Danzer believes that if it weren’t for Doug, that he would not be here.

“Doug, the guy at McDonalds, that’s my hero,” he said, urging the audience to, “Be the hero to somebody.”

Finally, Lowell Hochhalter rose to speak. He echoed the sentiments of Rindal regarding young people’s use of the internet but made sure to make clear his position.

“I’m not trying to cut your access to all the great things. I’m trying stop the access that people have to you,” he said.

Hochhalter went on to talk about the pervasiveness of “familial trafficking,” where people are trafficked by members of their own family for financial gain.

“It’s one of the largest entry points into the trafficking world that we find, in victims that come from Montana,” said Hochhalter, whose organization has spoken to hundreds of victims from Montana alone.
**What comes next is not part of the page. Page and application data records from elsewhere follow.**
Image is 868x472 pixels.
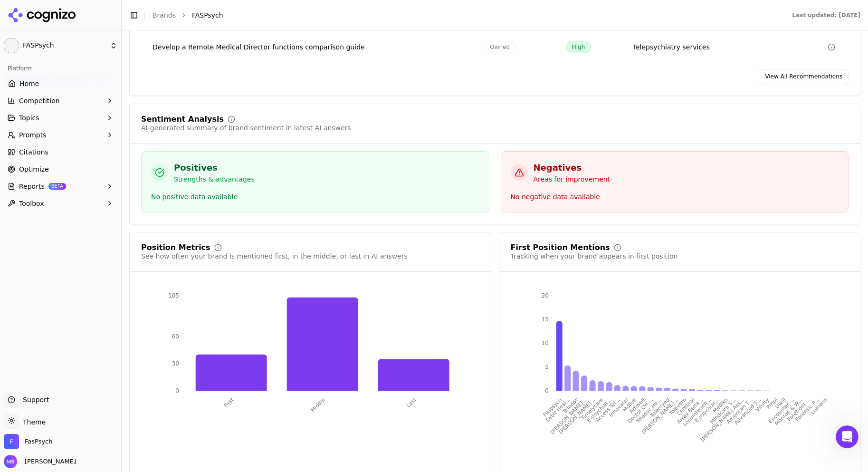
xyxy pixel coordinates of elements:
span: Owned [484,41,516,54]
span: Topics [19,113,39,122]
div: No negative data available [511,191,838,202]
tspan: [PERSON_NAME]... [640,397,679,435]
tspan: Middle [309,397,326,413]
a: Brands [153,11,176,19]
textarea: Message… [8,291,182,307]
p: Strengths & advantages [174,174,255,184]
span: Competition [19,96,60,106]
tspan: E‑psychiat... [693,397,720,423]
img: Michael Boyle [4,455,17,468]
img: FasPsych [4,434,19,450]
div: Last updated: [DATE] [792,11,860,19]
tspan: Teladoc He... [634,397,663,425]
tspan: 5 [545,364,548,370]
tspan: Forefront ... [786,397,811,422]
tspan: Array Beha... [675,397,704,425]
tspan: Encounter ... [767,397,795,425]
button: Open user button [4,455,76,468]
span: High [566,41,591,54]
span: Support [19,395,49,405]
span: [PERSON_NAME] [21,458,76,466]
button: Open organization switcher [4,434,53,450]
tspan: Telemynd [648,397,671,419]
tspan: [PERSON_NAME]... [549,397,587,435]
div: See how often your brand is mentioned first, in the middle, or last in AI answers [141,251,408,261]
tspan: Advanced T... [732,397,762,426]
tspan: Lumeris [809,397,828,415]
tspan: Access Tel... [594,397,621,423]
div: Platform [4,61,117,76]
tspan: Mediko [711,397,729,414]
button: ReportsBETA [4,178,117,194]
a: Telepsychiatry services [633,42,710,52]
button: Competition [4,93,117,108]
tspan: Last [405,397,417,409]
span: Reports [19,182,45,191]
tspan: Mdlive [621,397,638,413]
tspan: Uwill [773,397,786,410]
div: Close [167,4,184,21]
div: Sentiment Analysis [141,115,224,123]
h3: Negatives [533,161,611,174]
tspan: Innovatel [607,397,629,418]
span: Citations [19,147,49,157]
h1: Cognizo [59,9,89,16]
button: Home [149,4,167,22]
iframe: Intercom live chat [835,426,858,448]
tspan: Locumtenen... [681,397,712,427]
div: Develop a Remote Medical Director functions comparison guide [153,42,468,52]
tspan: Pmpi [765,397,778,410]
span: Toolbox [19,198,44,208]
button: Emoji picker [30,311,38,319]
tspan: Forensic P... [794,397,820,422]
tspan: Timelycare [579,397,605,422]
span: Optimize [19,165,49,174]
div: AI-generated summary of brand sentiment in latest AI answers [141,123,351,133]
button: Topics [4,110,117,126]
tspan: 0 [545,387,548,394]
tspan: Orbit Heal... [544,397,571,423]
span: F [4,38,19,54]
tspan: E-psychiat... [585,397,612,423]
span: FasPsych [25,438,53,446]
button: Send a message… [163,307,178,323]
tspan: Teladoc [561,397,579,415]
p: Areas for improvement [533,174,611,184]
tspan: [PERSON_NAME]... [557,397,595,435]
tspan: Doctor On ... [626,397,654,425]
tspan: 60 [172,334,179,340]
img: Profile image for Deniz [41,6,56,21]
tspan: Televero [667,397,687,417]
h3: Positives [174,161,255,174]
a: Home [4,76,117,91]
tspan: 10 [541,340,548,346]
tspan: American T... [725,397,754,425]
div: Tracking when your brand appears in first position [511,251,678,261]
button: Prompts [4,127,117,142]
span: BETA [49,183,66,190]
img: Profile image for Alp [27,6,42,21]
tspan: Mindcare S... [709,397,737,425]
div: Position Metrics [141,244,210,251]
a: Citations [4,145,117,160]
span: Theme [19,418,46,426]
div: First Position Mentions [511,244,610,251]
button: Upload attachment [14,311,22,319]
span: FASPsych [23,42,106,50]
tspan: 0 [175,387,179,394]
tspan: 105 [168,292,179,299]
a: Optimize [4,162,117,177]
tspan: [PERSON_NAME] Ass... [699,397,745,442]
tspan: 20 [541,292,548,299]
div: No positive data available [151,191,480,202]
tspan: Faspsych [541,397,563,418]
span: FASPsych [192,10,223,20]
span: Home [19,79,39,89]
tspan: Monroe & W... [773,397,803,426]
button: go back [6,4,24,22]
tspan: Vituity [754,397,770,413]
button: Gif picker [45,311,53,319]
button: Start recording [60,311,68,319]
nav: breadcrumb [153,10,773,20]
He lamented the necessity of teaching children about this subject, saying that he didn’t want to be the first one to tell children about rape, and sexual assault, but that it’s necessary if people want to have a better chance at protecting kids.

Interspersed throughout these speakers were videos, including testimonials from victim of trafficking read by young children, and dramatic reenactments of sextortion and pimping. But the video that was shown then was a real event and proceeded by a trigger warning by Hochhalter.

It was a brief segment from a security camera showing a young girl being stopped and led away offscreen by the man who would later attempt to traffic her and kill her, with a driving range just out of the view of the camera.

Carson then rose one more time to talk about the Lifeguard Group’s “Street Smart Defenders Course.” He expressed skepticism about the efficacy of traditional martial arts-based defense courses explaining that their course puts an emphasis on escape.

“A good self-defense course tells people how to run away,” he said.

The presentation reached its conclusion with Lowell Hochhalter once again emphasizing that this painful subject is one that needs to be talked about with children at an earlier age than we would all like, citing the fact that so many trafficking victims are as young as 12 to 14 years old.

“It’s not our goal to come in here and scare you, but the very fact that our children are being exploited is scary. It’s the facts that are scary,” Hochhalter said.

Despite the grim nature of the subject, Hochhalter ended with a message of hope.

“We are in such a great position for a comeback. There’s nothing better than a good comeback story,” he said. “We can come back from this.”

“We have to believe that we can change this. We have to believe that,” Hochhalter said in an interview after the presentation.

He said he wasn’t at all disappointed by the modest-sized crowd, of fewer than 20 people.

“Would we want it full? Absolutely,” he said. “But it’s a hard topic, it’s hard to hear.”

This sentiment was echoed by Rindal, who said that “if one person were to come, we would still have given the exact same presentation.”

Hochhalter expressed the hope that the people there would go on to inform and challenge others with the information they gained.